─── Task material
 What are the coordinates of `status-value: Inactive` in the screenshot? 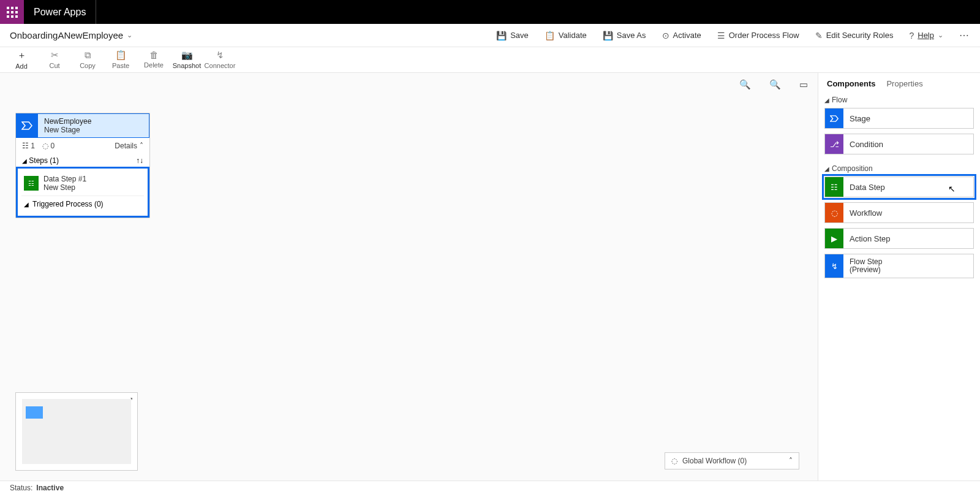 It's located at (50, 488).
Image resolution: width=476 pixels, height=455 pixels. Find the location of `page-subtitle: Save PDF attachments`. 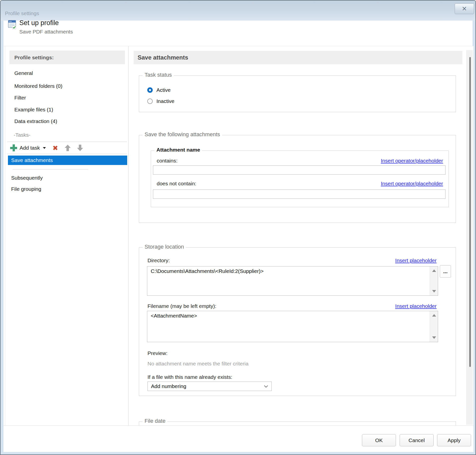

page-subtitle: Save PDF attachments is located at coordinates (46, 32).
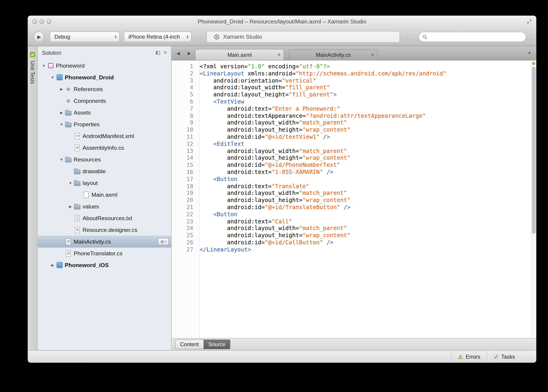  What do you see at coordinates (49, 21) in the screenshot?
I see `zoom-window-button` at bounding box center [49, 21].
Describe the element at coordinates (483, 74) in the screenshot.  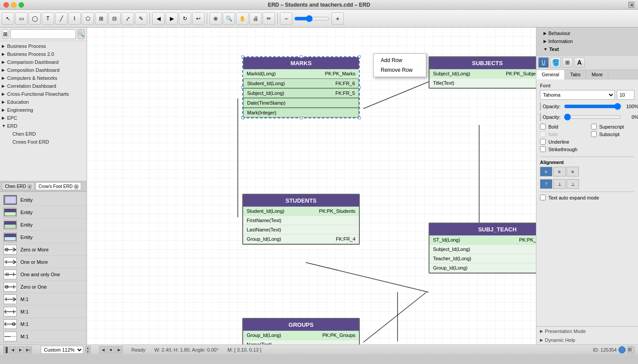
I see `table-row: Subject_Id(Long) PK:PK_Subjects` at that location.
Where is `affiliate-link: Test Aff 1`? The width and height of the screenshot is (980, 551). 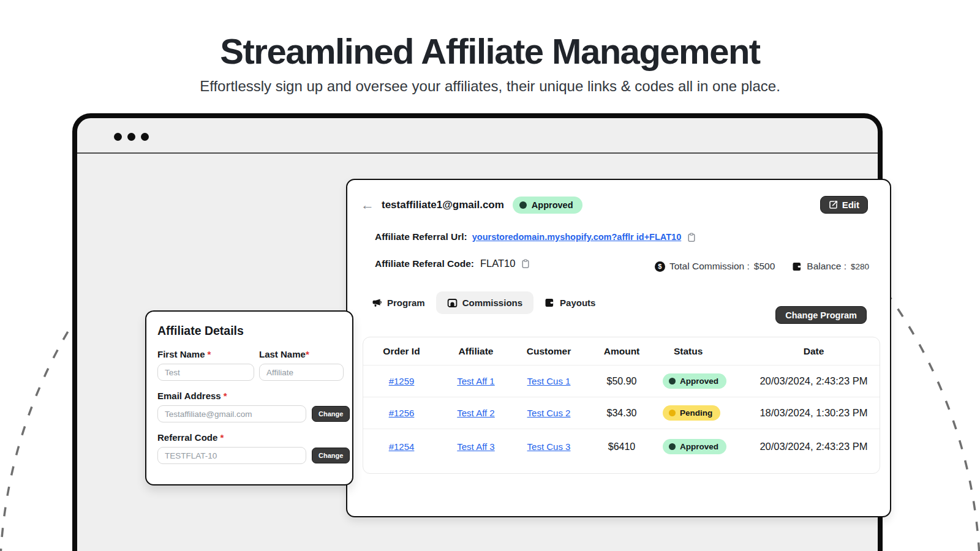
affiliate-link: Test Aff 1 is located at coordinates (475, 381).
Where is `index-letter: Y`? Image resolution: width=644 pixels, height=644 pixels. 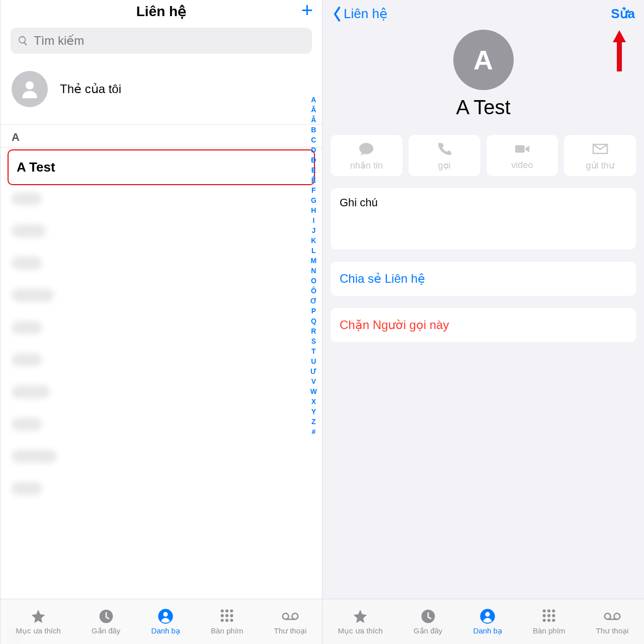 index-letter: Y is located at coordinates (314, 412).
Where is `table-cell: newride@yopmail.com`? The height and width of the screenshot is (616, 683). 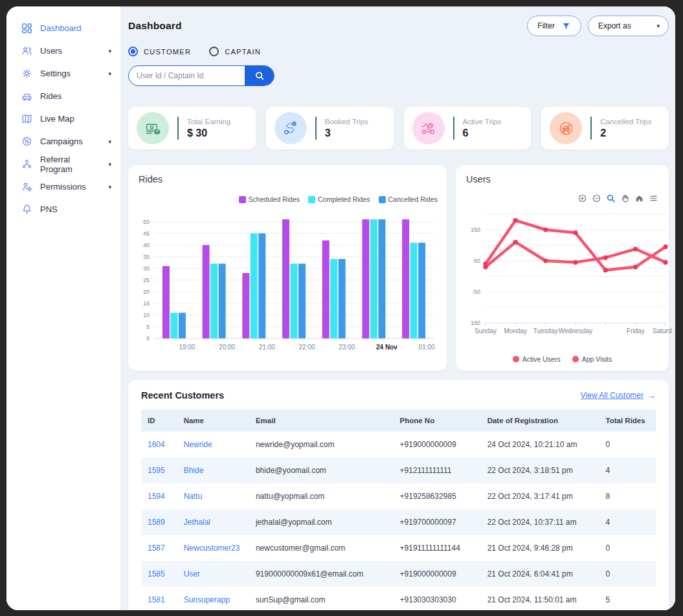 table-cell: newride@yopmail.com is located at coordinates (295, 445).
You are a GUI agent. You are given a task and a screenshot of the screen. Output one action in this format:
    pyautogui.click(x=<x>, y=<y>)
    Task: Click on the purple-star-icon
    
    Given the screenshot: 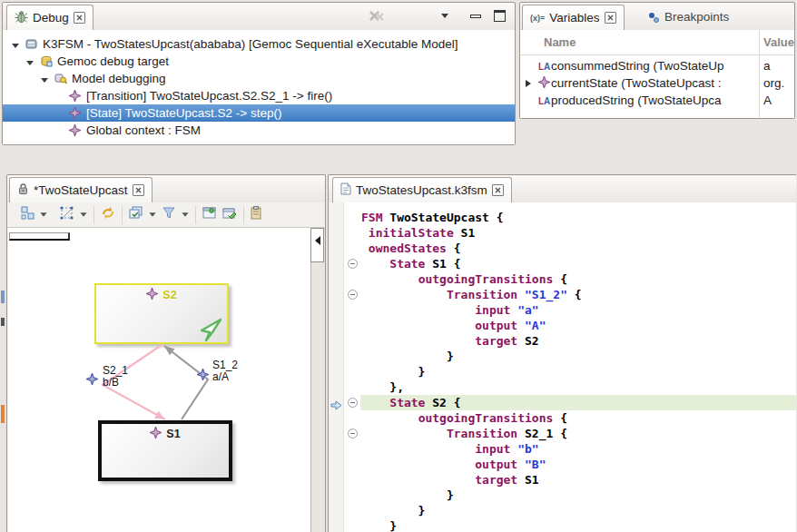 What is the action you would take?
    pyautogui.click(x=74, y=131)
    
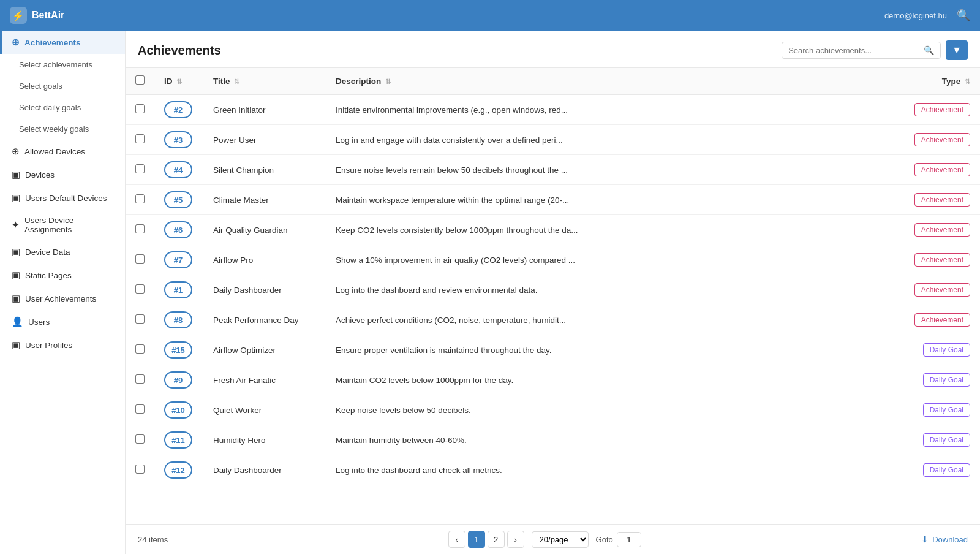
──────
Look back at the entries above. Retype the line with "You are a GUI", the line with "Task: Click on the purple-star-icon", and all lines in between.

You are a GUI agent. You are given a task and a screenshot of the screen. Output one action in this format:
    pyautogui.click(x=<x>, y=<y>)
    Task: Click on the purple-star-icon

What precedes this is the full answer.